There was a question about fighting mechanics over at KaM forum (link). To sum up in one sentence – Is there an unfair advantage when 2 arbaletmen armies clash?
Imagine there are 2 armies of arbaletmen standing in front of each other. Top vs bottom, Red vs Blue. Order to attack arrives at the same moment to both armies. Who has an advantage? Place your bets and proceed inside:
One of the joys of having a working game engine is to be able to run it in crazy environments. One of such is stripping all of the rendering and terrain updates, keeping just the games logic, which being unleashed can run at crazy speeds of measured at around x1000.
I have configured our test-runner tool to simulate 1000 fights between 2 groups of xbows. Each group had 7 columns and 4 rows – total of 28 xbows. Groups were 4 tiles apart facing each other. Attack orders were placed on the same moment.
Results were recorded and displayed as a distribution chart:
X axis measures how many soldiers left alive in that team. Y axis measures how many times that result was met.
From the chart above we can see that each team was defeated (had 0 soldiers left) ~500 times. All other times some remained alive. In precise words, Top-Red won 50.4% of fights, Bottom-Blue won 49.6% of fights. The unfair advantage mentioned at the topics start, seems to be within 1%, which is negligible considering many other factors in play: tactics, attack orders timing, etc.
Other points of interest:
- Luckiest of times, one of the teams lost only 9 xbows while killing 28 enemies;
- Having single xbow survive is as likely as having 17 left alive;
- Most of the times (~28%) winning team has 7-9 xbows alive;
- Without deep inspection of the logs, longest winning streak for one of the teams was 9 victories in a row;
- 1000 fights take around 1.5 minutes.
That’s a nice finding. Suprising to me is the fact that it falls down at low surviving numbers lik 1-3. I would have guessed more.
The resulting red and blue graphs are in very good agreement (1000 is rather low in simulation) and show that indeed there is no bias.
Did you check in this simulation tool in the SVN rep? Is it standalone, easy to understand etc?
The distribution curve is a bit bell-shaped. Left half is low probably due to numeric advantage. As soon as one team gets an upper hand it wipes out enemies in progressive order.
The tool called Runner and is available in SVN and is included into KaM project group (or directly available in “.\Utils\Runner\”).
Most of the setup is made in code. I did not bothered prettifying it, because it is intended for our internal use at profiling and optimizations, as well AI tests.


Lines with the string "jpeg" must each be copied from the listing.
(Dataset records begins)
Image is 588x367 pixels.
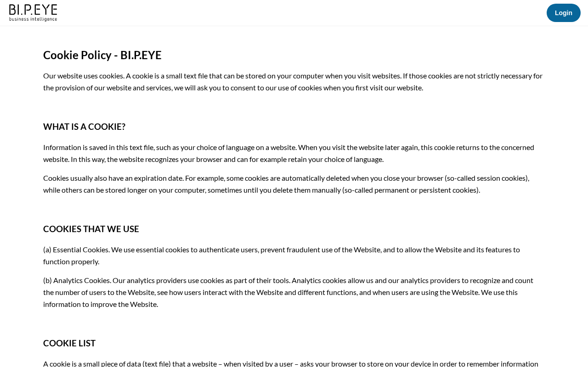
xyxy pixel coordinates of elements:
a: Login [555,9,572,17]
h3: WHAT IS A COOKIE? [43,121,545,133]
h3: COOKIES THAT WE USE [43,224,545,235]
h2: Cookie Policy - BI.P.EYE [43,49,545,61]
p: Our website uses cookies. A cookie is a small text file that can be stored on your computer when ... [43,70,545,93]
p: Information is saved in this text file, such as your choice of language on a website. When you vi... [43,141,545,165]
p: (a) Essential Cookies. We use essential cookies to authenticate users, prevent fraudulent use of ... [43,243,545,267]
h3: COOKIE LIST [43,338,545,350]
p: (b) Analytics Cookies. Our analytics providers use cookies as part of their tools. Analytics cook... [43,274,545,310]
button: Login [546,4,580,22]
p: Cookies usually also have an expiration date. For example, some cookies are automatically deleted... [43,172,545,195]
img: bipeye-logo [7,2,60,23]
(Dataset records ends)
(Dataset records begins)
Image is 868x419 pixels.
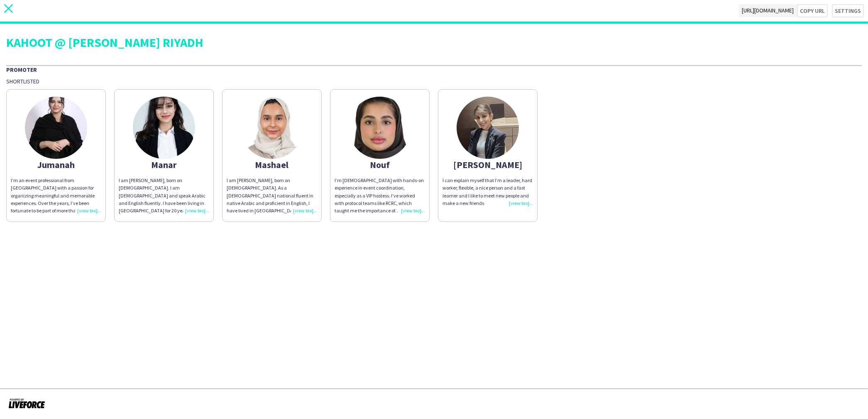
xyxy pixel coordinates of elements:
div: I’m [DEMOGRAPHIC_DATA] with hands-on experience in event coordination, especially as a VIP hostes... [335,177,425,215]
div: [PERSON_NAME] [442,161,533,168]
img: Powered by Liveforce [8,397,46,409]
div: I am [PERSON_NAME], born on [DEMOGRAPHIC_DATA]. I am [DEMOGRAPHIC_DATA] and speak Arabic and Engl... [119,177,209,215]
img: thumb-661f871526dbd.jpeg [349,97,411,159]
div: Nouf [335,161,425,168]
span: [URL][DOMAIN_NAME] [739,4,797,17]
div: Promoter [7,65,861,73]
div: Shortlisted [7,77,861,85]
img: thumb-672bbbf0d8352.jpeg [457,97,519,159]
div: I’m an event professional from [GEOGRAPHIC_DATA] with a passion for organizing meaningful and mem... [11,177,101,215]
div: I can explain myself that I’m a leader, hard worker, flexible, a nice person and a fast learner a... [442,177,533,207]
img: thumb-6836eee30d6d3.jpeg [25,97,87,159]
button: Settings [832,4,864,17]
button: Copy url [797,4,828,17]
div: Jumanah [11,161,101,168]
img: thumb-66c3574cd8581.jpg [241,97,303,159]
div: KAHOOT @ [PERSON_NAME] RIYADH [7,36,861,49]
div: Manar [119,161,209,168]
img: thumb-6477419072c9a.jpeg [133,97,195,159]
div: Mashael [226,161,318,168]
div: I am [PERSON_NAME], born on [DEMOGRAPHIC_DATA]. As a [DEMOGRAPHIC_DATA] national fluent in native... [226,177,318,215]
(Dataset records ends)
Exercise solution:
img: thumb-661f871526dbd.jpeg [349,97,411,159]
img: thumb-672bbbf0d8352.jpeg [457,97,519,159]
img: thumb-6836eee30d6d3.jpeg [25,97,87,159]
img: thumb-6477419072c9a.jpeg [133,97,195,159]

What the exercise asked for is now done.